The London Olympics logo has the same concept in mind and this is the reason why I like it so much. It can easily change and adapt while maintaining brand identity, with MIT having different variations of its logo in mind for different people in its lab. Check out the designs below and what FastCodeDesign.com says about dynamism:

“dynamism” is a embryonic concept in identity design nowadays, with a few brave souls like Comedy Central and the Southeastern Center for Contemporary Art testing the waters. See it at the Media Lab, though, and you know it’s the future.



Wednesday, 9 March 2011

Why I like the 2012 London Olympics logo



Among all the euphoria that flowed from winning the right and honour of hosting the 2012 Olympic Games, it was the one thing that brought the country crashing down to earth with a bump.

Launched in June 2007 and designed by Wolff Olins at a cost of £400,000, the logo was greeted with derision and embarrassment from press and public alike. The recent claims by the head of Iran's National Olympic Committee that the logo spells out the word 'Zion' and was therefore a subtle, pro-Israel emblem, has provided further criticism and pushed it firmly back into the spotlight.

After launch, the general consensus was that the logo was nothing more than art school standard, lacking any real imagination or flair.

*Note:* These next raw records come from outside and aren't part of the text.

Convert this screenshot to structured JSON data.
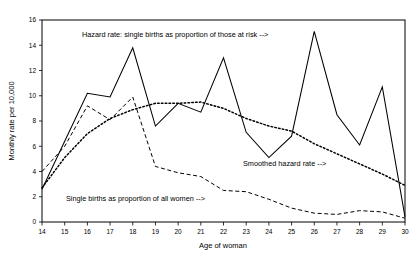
{
  "chart_data": {
    "type": "line",
    "title": "",
    "xlabel": "Age of woman",
    "ylabel": "Monthly rate per 10,000",
    "xlim": [
      14,
      30
    ],
    "ylim": [
      0,
      16
    ],
    "xticks": [
      14,
      15,
      16,
      17,
      18,
      19,
      20,
      21,
      22,
      23,
      24,
      25,
      26,
      27,
      28,
      29,
      30
    ],
    "yticks": [
      0,
      2,
      4,
      6,
      8,
      10,
      12,
      14,
      16
    ],
    "xtick_labels": [
      "14",
      "15",
      "16",
      "17",
      "18",
      "19",
      "20",
      "21",
      "22",
      "23",
      "24",
      "25",
      "26",
      "27",
      "28",
      "29",
      "30"
    ],
    "ytick_labels": [
      "0",
      "2",
      "4",
      "6",
      "8",
      "10",
      "12",
      "14",
      "16"
    ],
    "grid": false,
    "legend": "annotations",
    "x": [
      14,
      15,
      16,
      17,
      18,
      19,
      20,
      21,
      22,
      23,
      24,
      25,
      26,
      27,
      28,
      29,
      30
    ],
    "series": [
      {
        "name": "Hazard rate: single births as proportion of those at risk",
        "style": "solid",
        "values": [
          2.6,
          6.4,
          10.2,
          9.9,
          13.8,
          7.6,
          9.4,
          8.7,
          13.0,
          7.1,
          5.1,
          6.8,
          15.1,
          8.5,
          6.1,
          10.7,
          0.4
        ]
      },
      {
        "name": "Single births as proportion of all women",
        "style": "dashed",
        "values": [
          4.0,
          6.0,
          9.2,
          8.1,
          9.9,
          4.4,
          3.9,
          3.6,
          2.5,
          2.4,
          1.8,
          1.1,
          0.7,
          0.6,
          0.9,
          0.8,
          0.3
        ]
      },
      {
        "name": "Smoothed hazard rate",
        "style": "dotted",
        "values": [
          2.7,
          5.1,
          7.0,
          8.2,
          8.9,
          9.4,
          9.4,
          9.5,
          9.0,
          8.2,
          7.6,
          7.2,
          6.2,
          5.4,
          4.6,
          3.8,
          2.9
        ]
      }
    ],
    "annotations": [
      {
        "name": "hazard-rate-annotation",
        "text": "Hazard rate: single births as proportion of those at risk -->",
        "x_px": 82,
        "y_px": 37
      },
      {
        "name": "smoothed-hazard-annotation",
        "text": "Smoothed hazard rate -->",
        "x_px": 243,
        "y_px": 166
      },
      {
        "name": "single-births-annotation",
        "text": "Single births as proportion of all women -->",
        "x_px": 66,
        "y_px": 201
      }
    ]
  }
}
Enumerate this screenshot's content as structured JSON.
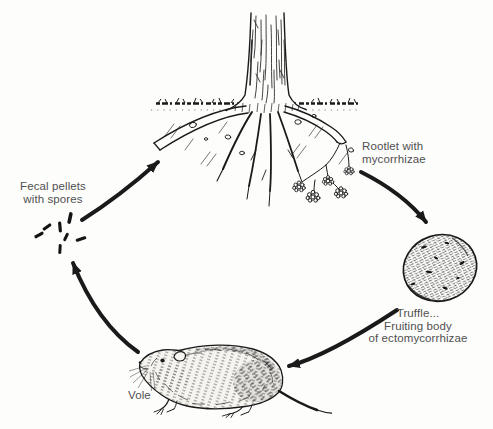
{
  "figure": {
    "background": "#fdfdfc",
    "ink_color": "#1a1a1a",
    "label_color": "#505050",
    "labels": {
      "rootlet_line1": "Rootlet with",
      "rootlet_line2": "mycorrhizae",
      "truffle_line1": "Truffle...",
      "truffle_line2": "Fruiting body",
      "truffle_line3": "of ectomycorrhizae",
      "vole": "Vole",
      "fecal_line1": "Fecal pellets",
      "fecal_line2": "with spores"
    },
    "arrows": [
      {
        "from": "fecal-pellets",
        "to": "tree-roots"
      },
      {
        "from": "rootlet-with-mycorrhizae",
        "to": "truffle"
      },
      {
        "from": "truffle",
        "to": "vole"
      },
      {
        "from": "vole",
        "to": "fecal-pellets"
      }
    ]
  }
}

When put into context with previous Olympics logos, the design is very different and goes against the standard. Neon colours, white Olympic rings and no emblem to associate the games with the host country. It's no surprise then that the recently launched Rio 2016 logo is a return to form.


However amidst all the criticism, I am going to stand up for the logo. I like it.

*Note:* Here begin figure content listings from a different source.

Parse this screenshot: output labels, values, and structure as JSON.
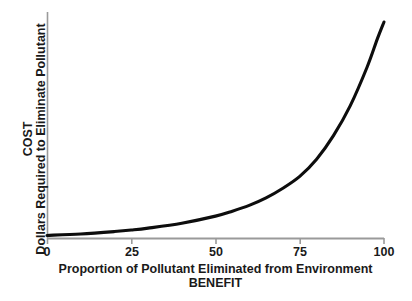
{
  "chart_data": {
    "type": "line",
    "title": "",
    "xlabel": "Proportion of Pollutant Eliminated from Environment",
    "xlabel_sub": "BENEFIT",
    "ylabel": "Dollars Required to Eliminate Pollutant",
    "ylabel_sub": "COST",
    "xlim": [
      0,
      100
    ],
    "ylim": [
      0,
      100
    ],
    "grid": false,
    "legend": "none",
    "xticks": [
      {
        "value": 0,
        "label": "0"
      },
      {
        "value": 25,
        "label": "25"
      },
      {
        "value": 50,
        "label": "50"
      },
      {
        "value": 75,
        "label": "75"
      },
      {
        "value": 100,
        "label": "100"
      }
    ],
    "yticks": [],
    "series": [
      {
        "name": "Cost of pollutant elimination",
        "color": "#000000",
        "x": [
          0,
          10,
          20,
          25,
          30,
          40,
          50,
          55,
          60,
          65,
          70,
          75,
          80,
          85,
          90,
          95,
          98,
          100
        ],
        "y": [
          0.5,
          1.2,
          2.3,
          3.0,
          3.9,
          6.2,
          9.5,
          11.8,
          14.5,
          18.0,
          22.5,
          28.0,
          36.0,
          47.0,
          61.0,
          79.0,
          92.0,
          100.0
        ]
      }
    ]
  },
  "axes": {
    "x_axis_color": "#9a9a9a",
    "y_axis_color": "#9a9a9a",
    "curve_color": "#0d0d0d",
    "background": "#ffffff"
  }
}
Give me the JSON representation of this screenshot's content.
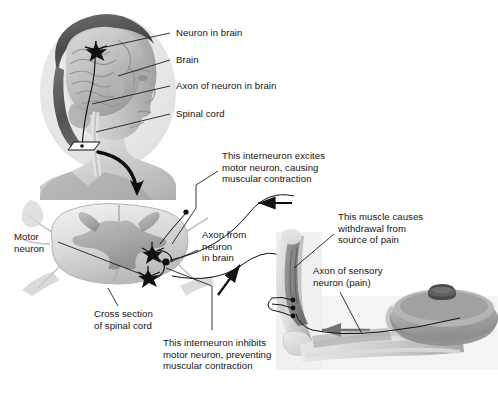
{
  "figure": {
    "background_color": "#ffffff",
    "ink_color": "#141414"
  },
  "labels": {
    "neuron_in_brain": "Neuron in brain",
    "brain": "Brain",
    "axon_of_neuron_in_brain": "Axon of neuron in brain",
    "spinal_cord": "Spinal cord",
    "interneuron_excites": "This interneuron excites\nmotor neuron, causing\nmuscular contraction",
    "motor_neuron": "Motor\nneuron",
    "axon_from_neuron_in_brain": "Axon from\nneuron\nin brain",
    "muscle_withdrawal": "This muscle causes\nwithdrawal from\nsource of pain",
    "axon_of_sensory_neuron": "Axon of sensory\nneuron (pain)",
    "cross_section_of_spinal_cord": "Cross section\nof spinal cord",
    "interneuron_inhibits": "This interneuron inhibits\nmotor neuron, preventing\nmuscular contraction"
  },
  "illustrations": {
    "head": "human-head-profile-with-brain",
    "spinal_cord": "spinal-cord-cross-section-gray-matter-butterfly",
    "arm": "flexed-arm-hand-gripping-hot-pot",
    "pot": "cooking-pot-with-lid-knob"
  },
  "markers": {
    "brain_neuron_star": "star-marker",
    "spinal_neuron_stars": 3,
    "interneuron_dot": "neuron-cell-body-dot",
    "sensory_terminal_dots": 3
  },
  "arrows": {
    "head_to_cross_section": "curved-arrow-down",
    "descending_to_cord": "arrow-up-right",
    "cord_to_arm": "arrow-left-top",
    "pot_to_arm": "arrow-left-bottom"
  }
}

I think it's a very clever design that has achieved its brief, which was to create a different and exciting logo that reaches out to young people, defines London as a city, Great Britain as a country and the Olympic Committee as an Organisation.

Perhaps this emphasis on youth was the instigator for the media backlash and in some ways is affirming the success of the design. However, successful branding should appeal to more than one demographic. Even more so for an Olympic Games that the British Public is ostensibly paying for.

One of the main reasons why I like it is its versatility. From a purely marketing point of view, it has enabled the Games' partners, like EDF Energy and Lloyds TSB, to use it with their own branding, while retaining its identity as the Olympic logo.


There aren't many brands that can achieve this and certainly the designs from Sydney, Athens, Beijing and Rio would find it difficult to incorporate sponsor's branding. I can almost sense the collective sighs at the thought of me backing multinationals highjacking an amateur sports event's logo to boost their profile. Is there nothing left that's sacred?

The reality is that sponsorship is a necessity for staging global events. The London 2012 Organising Committee will receive an estimated 40% of its operating budget from this sponsorship. This reduces the pressure on the Government's resources and provides opportunities for the Committee to claw back some of the costs of running the Games.

What's also important with the logo is that it has got people talking; a huge amount of column inches have been dedicated to it, providing it with the perfect launch. Everyone knows what it looks like and everyone has an opinion on it. And that's what's important.

It has instantly provided the London Olympics with a recognisable symbol and something to associate with the Games. If we're being honest, how many of us remembered any of the previous logos for the Olympic Games? I don't even remember the logo for South African Football World Cup and that was barely six months ago. I'll remember the 2012 Olympics logo for some time to come.

I actually think that if people are questioned about the logo again, almost four years after it was first revealed, most opinions will have softened. Time is a great healer. Coupled with this, the Iranian ire has enabled the British public to do what it does best; stand up for itself in the face of adversity. These comments have switched focus from attacking our own to supporting it and with the games a little over 500 days away, this will only amplify as excitement builds.